From Physician to Market Creator: The Unconventional Growth Story Behind a Healthcare Analytics Company
63 minutes. That's how long the average American spends with healthcare providers annually. The other 525,537 minutes? They're a black box of critical health determinants that most healthcare organizations can't see or measure. This data gap sparked Trenor Williams to build Socially Determined, a healthcare analytics company that's achieved 70% year-over-year contracted ARR growth in 2023, even as major health plans conducted significant layoffs.
In a recent episode of Category Visionaries, Trenor shared how he's building a new market category in healthcare analytics, navigating brutal 15-month sales cycles, and transitioning from founder-led sales to scale.
The journey began with a contrarian bet: social determinants would move from the nonprofit sphere into core business operations. "It was really seen as not part of the business. It was part of what the foundation did," Trenor explains. "It was not integrated into the business operations and strategic decision making of systems or plans or life science or employers."
Creating a new market category meant embracing the grind. "It is a back alley brawl every single time," Trenor says of their sales process. "And it is not, especially in this space where you're building a new market, for the faint of heart." The average sales cycle stretches 12-15 months, further extended by the pandemic's impact on healthcare decision-making.
The breakthrough came from letting customers tell the story.
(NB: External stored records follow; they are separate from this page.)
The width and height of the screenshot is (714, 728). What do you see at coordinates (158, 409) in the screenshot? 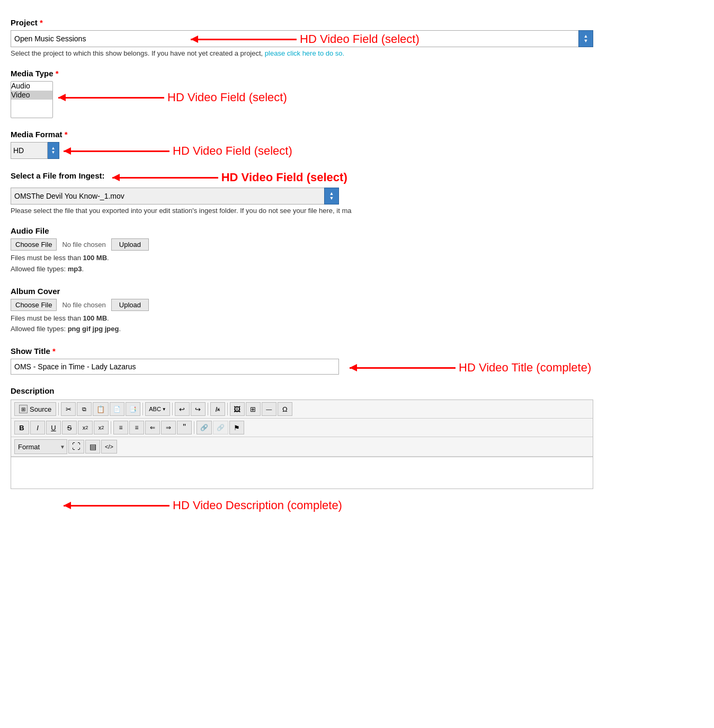
I see `spellcheck-btn: ABC ▼` at bounding box center [158, 409].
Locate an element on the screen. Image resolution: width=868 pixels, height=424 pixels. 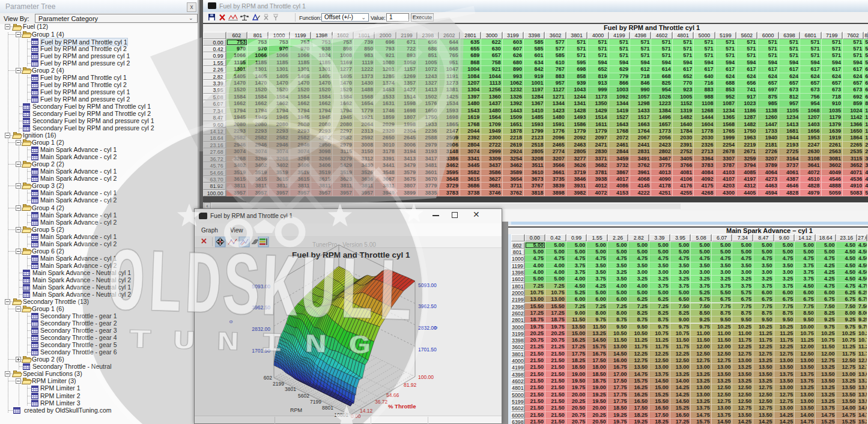
svg-text: 3801 is located at coordinates (291, 389).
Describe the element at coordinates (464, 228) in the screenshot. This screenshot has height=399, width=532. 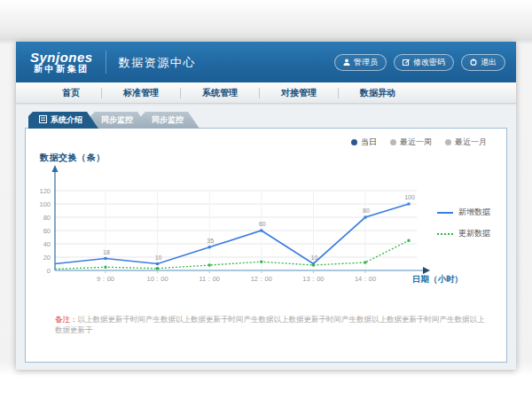
I see `series-legend: 新增数据 更新数据` at that location.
One of their longest-term health plan clients expanded from 160,000 members and one team to 3.2 million members across 14 different teams. "In healthcare, most people are risk averse, most people don't want to go first," Trenor notes. "Hearing and seeing what their peers who look like them, act like them, have businesses like them are doing, has probably been the biggest thing that turned the opportunity for us."
Scaling beyond founder-led sales proved challenging. "You're going to make mistakes," Trenor admits about hiring salespeople. The key was investing in processes and materials to support non-founder sales teams: "Because this is all I think about. It's all I've been doing, like two years before I started the company. We're seven years into this. There's nobody that's going to be able to tell the story in the same way."
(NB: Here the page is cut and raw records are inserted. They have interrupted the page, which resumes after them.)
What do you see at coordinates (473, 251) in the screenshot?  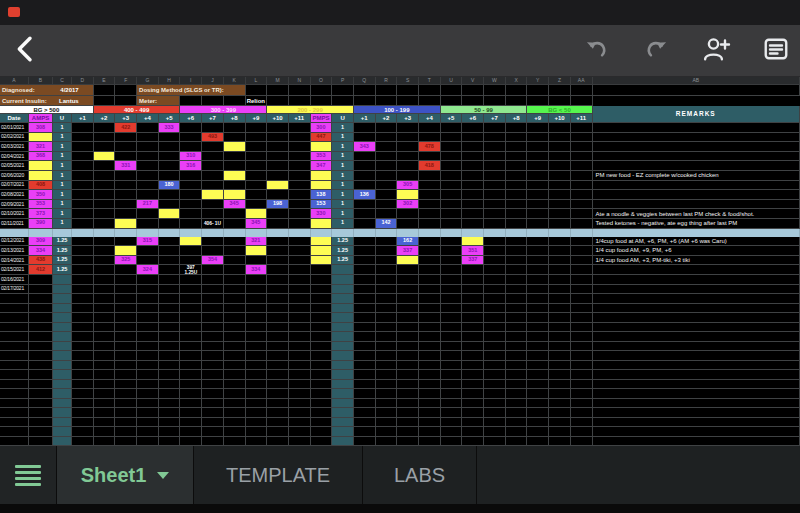 I see `pm-bg-cell: 351` at bounding box center [473, 251].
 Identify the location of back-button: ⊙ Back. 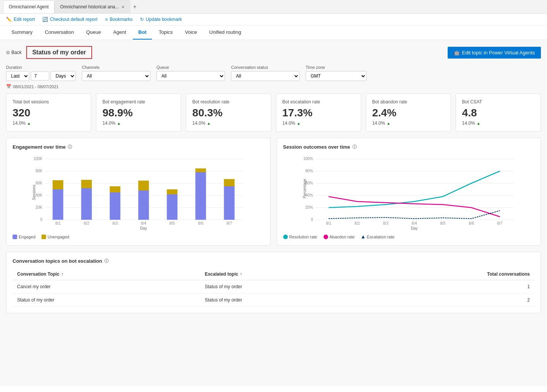
(14, 52).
For market education, they maintain an aggressive conference presence - 32 events this year alone. But they've gotten strategic about it. "We know that some of them are purely just about eminence and being there," Trenor explains. "We know that some of them are going to be about building our partner ecosystem... And then there are others that we are really explicit, like what do we do ahead of time meetings to set up driving to very specific, targeted leads."
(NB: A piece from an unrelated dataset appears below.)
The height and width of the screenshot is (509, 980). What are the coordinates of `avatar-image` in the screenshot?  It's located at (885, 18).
Looking back, Trenor wishes they'd moved faster on customer adoption: "I would invest earlier in getting faster customer adoption, to try more things out at lower cost, just to test the market and worry less about any early revenue and more about established use cases and valued propositions as fast as we could."
The vision ahead is ambitious. "I see us as starting to acquire some of those different point solutions across the ecosystem," Trenor shares. Their unique position at the intersection of payers, providers, life sciences, and employers creates consolidation opportunities. As he notes, "A provider thinks of them as a patient and a health plan thinks of them as a member and a life science as a clinical trial practitioner, somebody who takes their drug and employer as an employee, it's the same people."
For founders building new market categories, Trenor's journey offers a crucial lesson: the market creation timeline often exceeds initial expectations. Success comes from building strong customer relationships, letting early adopters tell your story, and maintaining unwavering focus on the long-term vision while continuously adapting your go-to-market approach.